There are three books from last week and one from the week before, and I’m highlighting the two books my husband gave me for our anniversary last week. One of these is a book I have not covered here before, and the other is one that did not yet have a cover image when I highlighted it earlier this year.
You can read more about the two books I recently purchased here:
- A War of Swallowed Stars by Sangu Mandanna, one of my most anticipated books of the year
- The Best of World SF: Volume 1 edited by Lavie Tidhar, which was covered here with an excerpt from the editor’s introduction
There have been no new posts since the last one of these features, but there is a review scheduled for tomorrow morning!
The Beautiful Ones by Silvia Moreno-Garcia
This fantasy romance novel, which was first published in 2017, was re-released earlier this year. The publisher’s website has an excerpt from The Beautiful Ones.
Silvia Moreno-Garcia mentioned that her books tend to cross different genres and have rather different styles on Goodreads. She wrote that The Beautiful Ones is “very much a novel of manners and a romance, much closer in tone to Gods of Jade and Shadow than some of my other work and very far from Mexican Gothic.”

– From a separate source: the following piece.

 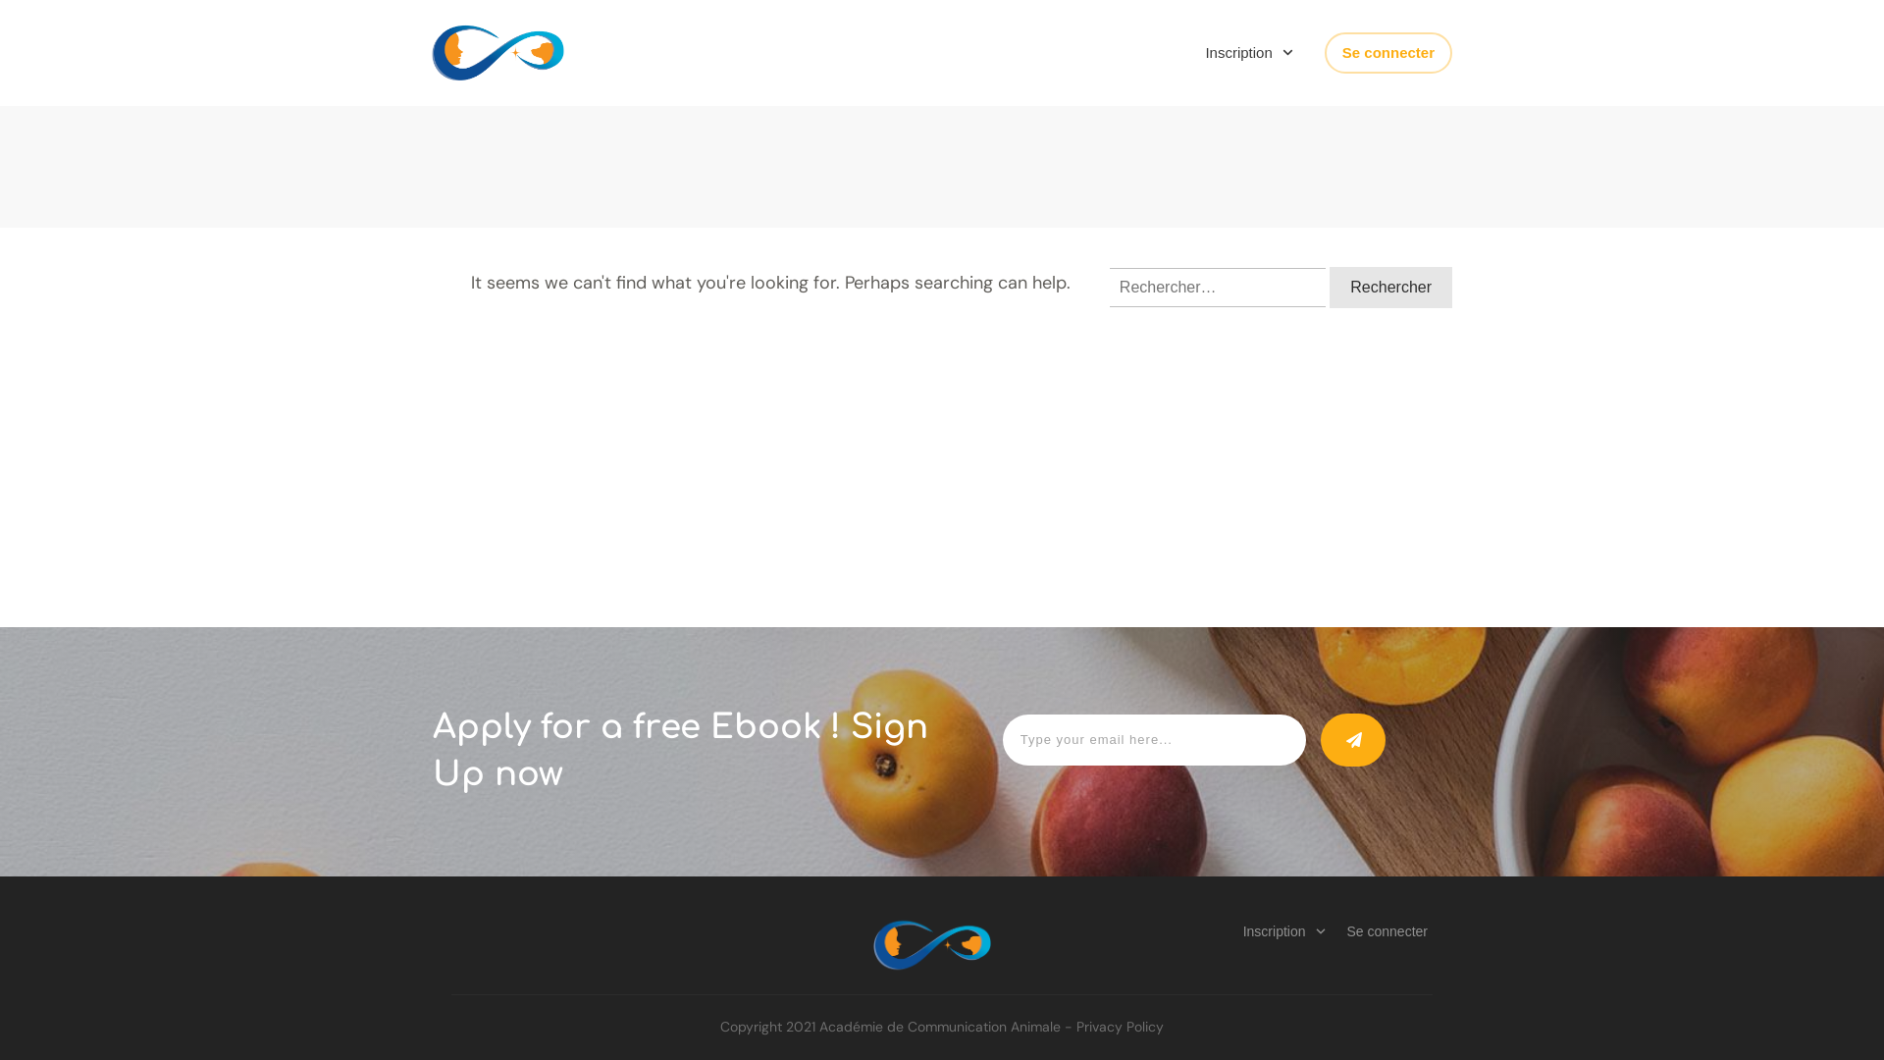 What do you see at coordinates (1387, 931) in the screenshot?
I see `Se connecter` at bounding box center [1387, 931].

I enjoyed both the creepiness of Mexican Gothic and the Mayan-inspired mythical expedition in Gods of Jade and Shadow, and I’m excited to read this one too!
From the New York Times bestselling author of Mexican Gothic comes a sweeping romance with a dash of magic.

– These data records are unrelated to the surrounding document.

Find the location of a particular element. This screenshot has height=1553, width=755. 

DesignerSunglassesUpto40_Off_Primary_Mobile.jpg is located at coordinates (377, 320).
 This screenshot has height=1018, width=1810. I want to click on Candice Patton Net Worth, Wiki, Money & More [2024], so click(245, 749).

They are the Beautiful Ones, Loisail’s most notable socialites, and this spring is Nina’s chance to join their ranks, courtesy of her well-connected cousin and his calculating wife. But the Grand Season has just begun, and already Nina’s debut has gone disastrously awry. She has always struggled to control her telekinesis—neighbors call her the Witch of Oldhouse—and the haphazard manifestations of her powers make her the subject of malicious gossip.

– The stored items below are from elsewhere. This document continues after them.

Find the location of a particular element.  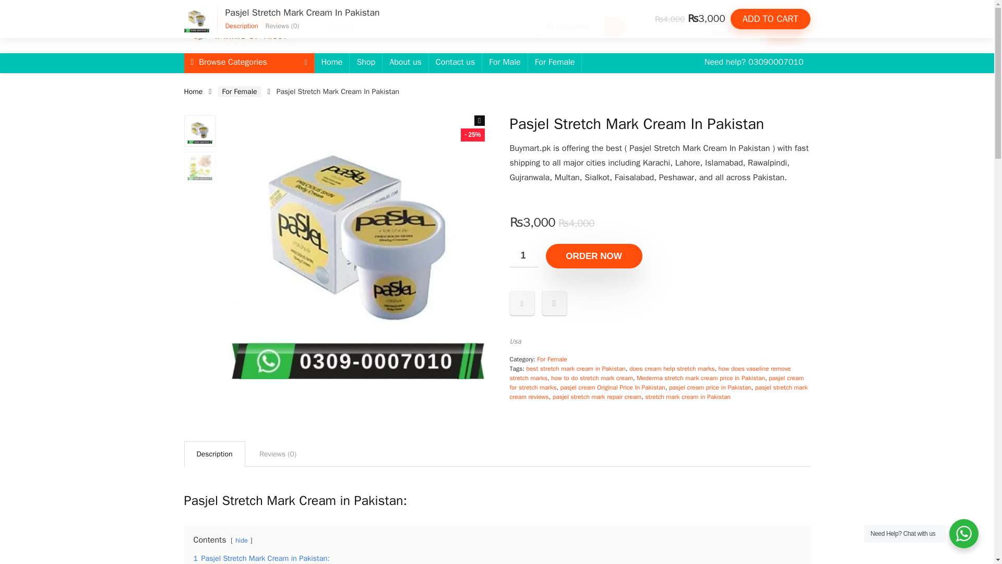

Usa is located at coordinates (515, 341).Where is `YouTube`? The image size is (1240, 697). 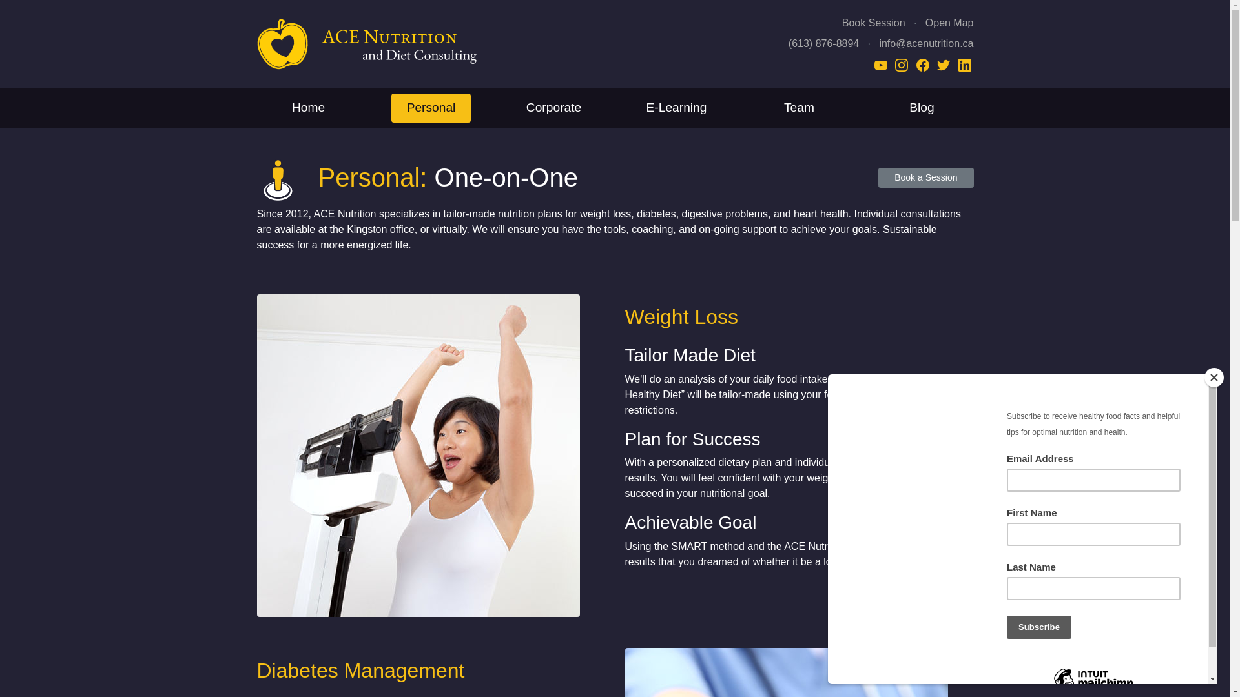 YouTube is located at coordinates (882, 65).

When entertainer Hector Auvray arrives to town, Nina is dazzled. A telekinetic like her, he has traveled the world performing his talents for admiring audiences. He sees Nina not as a witch, but ripe with potential to master her power under his tutelage. With Hector’s help, Nina’s talent blossoms, as does her love for him.
But great romances are for fairytales, and Hector is hiding a truth from Nina — and himself—that threatens to end their courtship before it truly begins.
The Beautiful Ones is a charming tale of love and betrayal, and the struggle between conformity and passion, set in a world where scandal is a razor-sharp weapon.
The Wolf and the Woodsman by Ava Reid
Ava Reid’s debut novel was just released last month. Tor.com has an excerpt from The Wolf and the Woodsman, and the publisher’s website has both text and audio samples.
For a list of content warnings, see the book’s page on the author’s website.
I’ve been excited about The Wolf and the Woodsman for a while and started reading it last night (and am indeed enjoying it so far!).
In the vein of Naomi Novik’s New York Times bestseller Spinning Silver and Katherine Arden’s national bestseller The Bear and the Nightingale, this unforgettable debut— inspired by Hungarian history and Jewish mythology—follows a young pagan woman with hidden powers and a one-eyed captain of the Woodsmen as they form an unlikely alliance to thwart a tyrant.
In her forest-veiled pagan village, Évike is the only woman without power, making her an outcast clearly abandoned by the gods. The villagers blame her corrupted bloodline—her father was a Yehuli man, one of the much-loathed servants of the fanatical king. When soldiers arrive from the Holy Order of Woodsmen to claim a pagan girl for the king’s blood sacrifice, Évike is betrayed by her fellow villagers and surrendered.
But when monsters attack the Woodsmen and their captive en route, slaughtering everyone but Évike and the cold, one-eyed captain, they have no choice but to rely on each other. Except he’s no ordinary Woodsman—he’s the disgraced prince, Gáspár Bárány, whose father needs pagan magic to consolidate his power. Gáspár fears that his cruelly zealous brother plans to seize the throne and instigate a violent reign that would damn the pagans and the Yehuli alike. As the son of a reviled foreign queen, Gáspár understands what it’s like to be an outcast, and he and Évike make a tenuous pact to stop his brother.
As their mission takes them from the bitter northern tundra to the smog-choked capital, their mutual loathing slowly turns to affection, bound by a shared history of alienation and oppression. However, trust can easily turn to betrayal, and as Évike reconnects with her estranged father and discovers her own hidden magic, she and Gáspár need to decide whose side they’re on, and what they’re willing to give up for a nation that never cared for them at all.